The US believed Russia’s illegal invasion of Ukraine was an opportunity to drive a wedge between Russia and China, since the two had said they support international law and reject invading other countries and not respecting the sovereignty of other nations. That separation would be the divide the US would use to drive a wedge between the two.
But American delusions of hegemony prevented them from believing China and Russia’s public profession of "a relationship that probably cannot be compared with anything in the world," of a "relationship [that] even exceeds an alliance in its closeness and effectiveness." Instead of cracking under US pressure, China stunned the States by reaffirming that "The friendship between the two peoples is iron clad.”
That promise was fulfilled when China twice abstained from siding with the US over Russia at the UN: first in the nonbinding General Assembly vote and then in the more important and legally binding Security Council vote.
And it was not only China that the US misread. Despite intense pressure from the US for India to take a clear position and abandon Russia, India joined China and abstained first in the Security Council and then a second time even in the non-binding General Assembly vote.
But it is not only the two largest countries in the world that the US had misread. They had misread the world and failed to see the shift in progress away from a unipolar world. There was a startling divide in the General Assembly vote that has not been reflected in the US government nor media picture of a unipolar world united against Russia. Many countries hesitated to gravitate tightly to the US pole.

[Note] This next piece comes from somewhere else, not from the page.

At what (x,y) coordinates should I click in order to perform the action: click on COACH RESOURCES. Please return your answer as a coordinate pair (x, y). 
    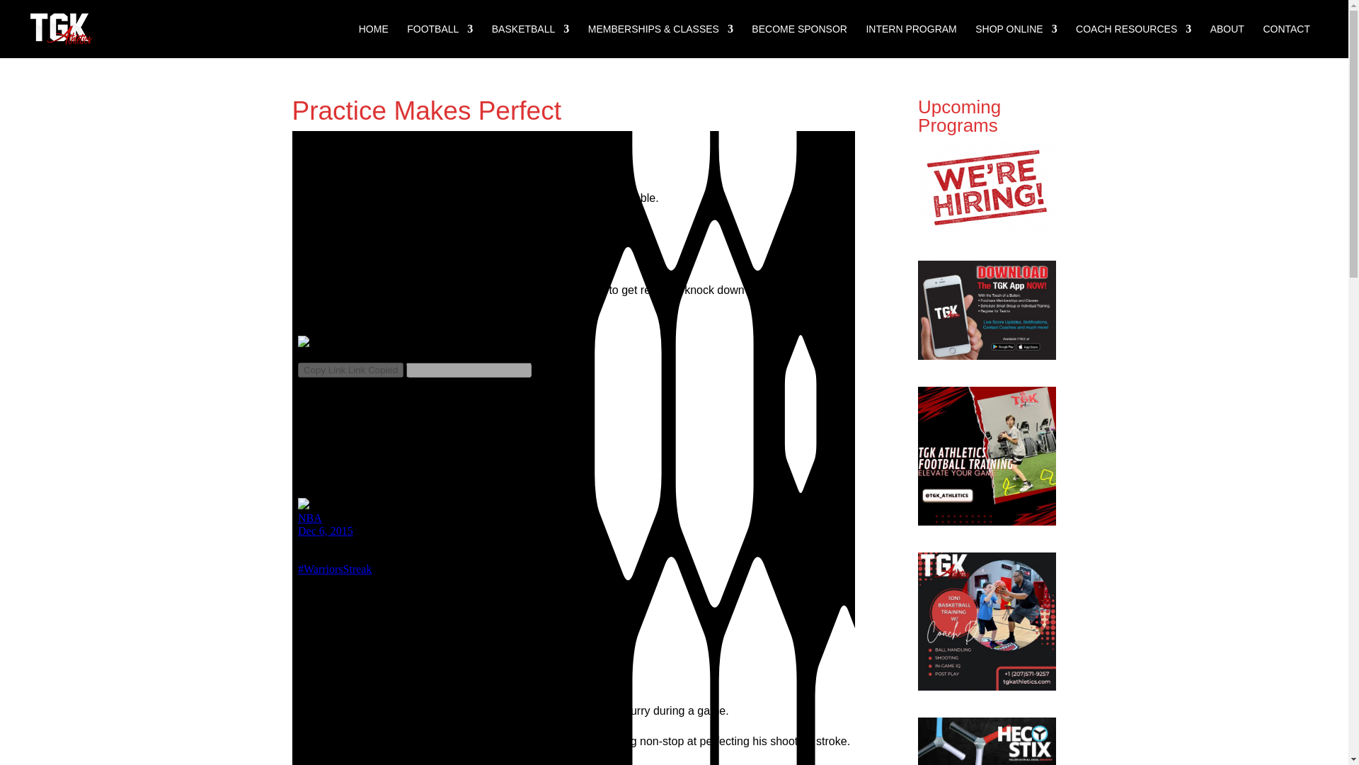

While the European and English speaking world voted in a bloc under US hegemony, other parts of the world were more divided. There was a gulf between the nations that have benefited from the US led unipolar world and those who have been the victims of that benefit. Nearly half of Africa abstained from the General Assembly vote.
Much of Africa, Latin America, the Middle East and the wider Muslim world has hedged its support of the US. These regions that have born the cost of the benefits the US led unipolar world delivered to Europe and the English speaking world are more skeptical of the US narrative and more hesitant to trust its self portrayal as defender of small nations against larger, hungrier invaders who side step the Security Council and dismiss international law.
Though it is hard to get an authoritative picture of which countries, while declining to vote against US pressure in a non legally binding General Assembly vote, went beyond their vote and acted in a manner consistent with the US reading of the world, Noam Chomsky has recently pointed out "that most of the world is keeping apart" from the action. He uses sanctions over non-binding votes as a measure and cites a map of sanctions against Russia by political analyst John Whitbeck that paints "the U.S. and the rest of the Anglosphere, Europe and some of East Asia" in one color but "[n]one in the global south."
The US is correct in reading the world as being united in condemning Russia’s illegal invasion of Ukraine. But China’s strength in rebuffing US hegemonic dictates, its strengthened commitment to a partnership with Russia that counterbalances the US in an attempt to create a new multipolar world, and the divide in the world between Europe and the English speaking world who want to hold on to the privilege they have enjoyed in the US led unipolar world and the majority of the world who is resisting the pull of the single pole, suggest that the US, struggling under the aging delusion of hegemony, is still reading the world wrong.
Ted Snider has a graduate degree in philosophy and writes on analyzing patterns in US foreign policy and history.